Authors Peace Proscovia Aber was employed by the company TeraSiq Analytics Limited and MAGMA Consultants International. The remaining authors declare that the research was conducted in the absence of any commercial or financial relationships that could be construed as a potential conflict of interest.

Figures

Figure 1
Figure 1
Symptoms observed on leaves of plants co-infected with SPCSV and SPFMV at different timepoints. (A) Graft inoculation using I. setosa. (B) ‘Tanzania’ at 6 WPI showing mild symptoms of veinal chlorosis. (C) ‘Beauregard’ at 6 WPI showing vein clearing, mosaic, and roll down. (D) ‘New Kawogo’ at 6 WPI showing no symptoms.
Figure 2
Figure 2
Bar charts illustrate the mean percentage of virus-derived small interfering RNA (vsiRNA) reads mapped to SPFMV and SPCSV genomes in (A) ‘New Kawogo’ and (B) ‘Tanzania’ across mock, SPFMV, SPCSV, and SPVD treatments at 3, 6, and 12 WPI.
Figure 3
Figure 3
Principal component analysis of sweet potato transcriptional responses to viral infection. (A) Cultivar and temporal clustering. Samples are colored by timepoint (red: 3 weeks; green: 6 weeks; blue: 12 weeks) and shaped by cultivar (circle: ‘Beauregard’; triangle: ‘Tanzania’; square: ‘New Kawogo’). (B) Treatment and temporal clustering. Samples are colored by timepoint and shaped by treatment (circle: mock; triangle: SPCSV; square: SPFMV; cross: SPVD). Principal components explain 44% of total variance (PC1: 23%; PC2: 21%).
Figure 4
Figure 4
Expression patterns of top 50 differentially expressed genes.
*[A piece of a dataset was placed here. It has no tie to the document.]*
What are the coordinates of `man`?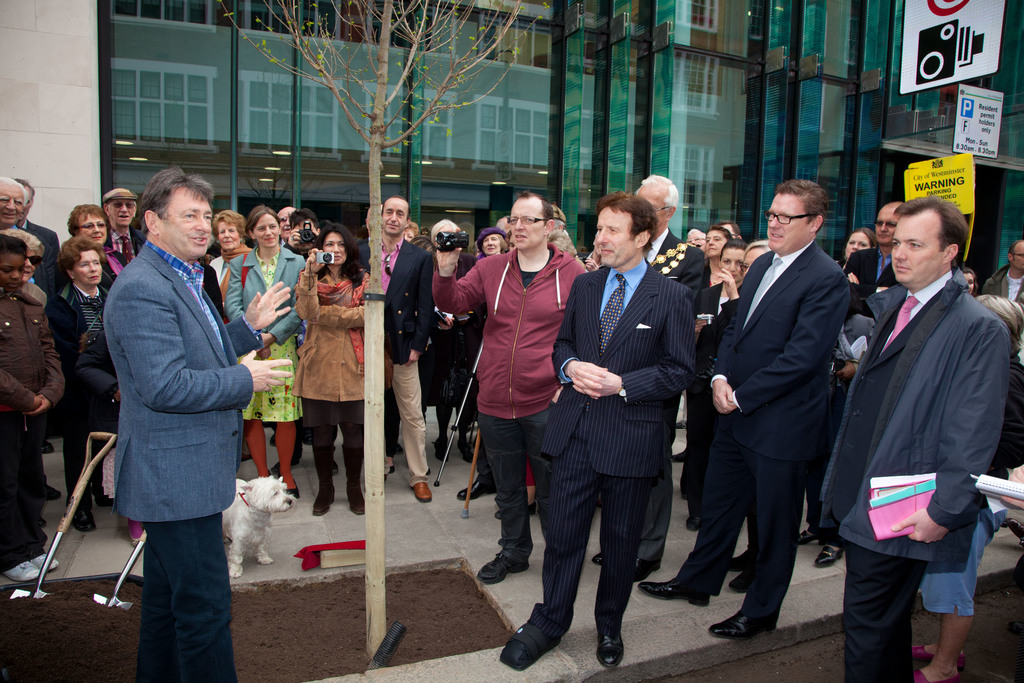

Heatmap shows row-scaled log2 fold change values for the 50 most significantly differentially expressed genes (lowest adjusted p-values) across treatment comparisons. Columns represent individual comparisons organized by cultivar (‘Beauregard’, ‘Tanzania’, ‘New Kawogo’), treatment (SPCSV, SPFMV, SPVD), and timepoint (3, 6, 12 weeks). Hierarchical clustering was performed for both genes (rows) and comparisons (columns). Values represent z-scored log2 fold changes relative to control conditions.
Figure 5
Figure 5
UpSet plot of DEG intersections across treatment conditions. (Bottom panel) Set sizes (number of DEGs) for each condition labeled as Virus_Cultivar_Timepoint. (Top panel) Intersection sizes between condition combinations, with connected dots indicating which sets contribute to each intersection. Sets are ordered by frequency, with intersections showing both shared and condition-specific differential expression signatures across viral treatments, cultivars, and timepoints.
Figure 6
Figure 6
Temporal dynamics of differential gene expression across virus–cultivar combinations. Line plots show log10-transformed DEG counts over time (3, 6, 12 weeks) for each virus–cultivar combination. Red lines indicate upregulated genes (log2FC ≥ 0.5); blue lines indicate downregulated genes (log2FC ≤ −0.5). Panels are organized by virus treatment (rows) and cultivar (columns). DEGs were filtered using padj < 0.05 and |log2FC| ≥ 0.5 thresholds.
Figure 7
Figure 7
Functional enrichment analysis of differentially expressed genes across treatment conditions. Dot plots show significantly enriched gene ontology driver terms (p < 0.05, g:SCS correction) for downregulated (left) and upregulated (right) genes within each condition. Driver terms represent the most statistically robust and biologically relevant enrichments. Terms are organized by GO domain: biological process, molecular function, and cellular component. Dot size represents DEG count contributing to enrichment; dot color represents −log10(p-value). Conditions are labeled as Cultivar_Virus_Timepoint.
Figure 8
Figure 8
Defense pathway differential expression across virus–cultivar–timepoint combinations. Heatmap shows unscaled log2 fold change values for defense pathway gene sets relative to mock controls. Red indicates upregulation; blue indicates downregulation. Pathways include cell wall modification, NBS-LRR resistance, protein quality control/HSPs, RNA silencing, oxidative stress response, hormone signaling (SA and JA/ET), RNA decay, miRNA regulation, pattern recognition, and secondary metabolism. Conditions are labeled as Cultivar_Virus_Timepoint and organized by cultivar (‘Beauregard’: red; ‘New Kawogo’: orange; ‘Tanzania’: blue), treatment (SPCSV: red; SPFMV: blue; SPVD: green), and timepoint (3, 6, 12 weeks).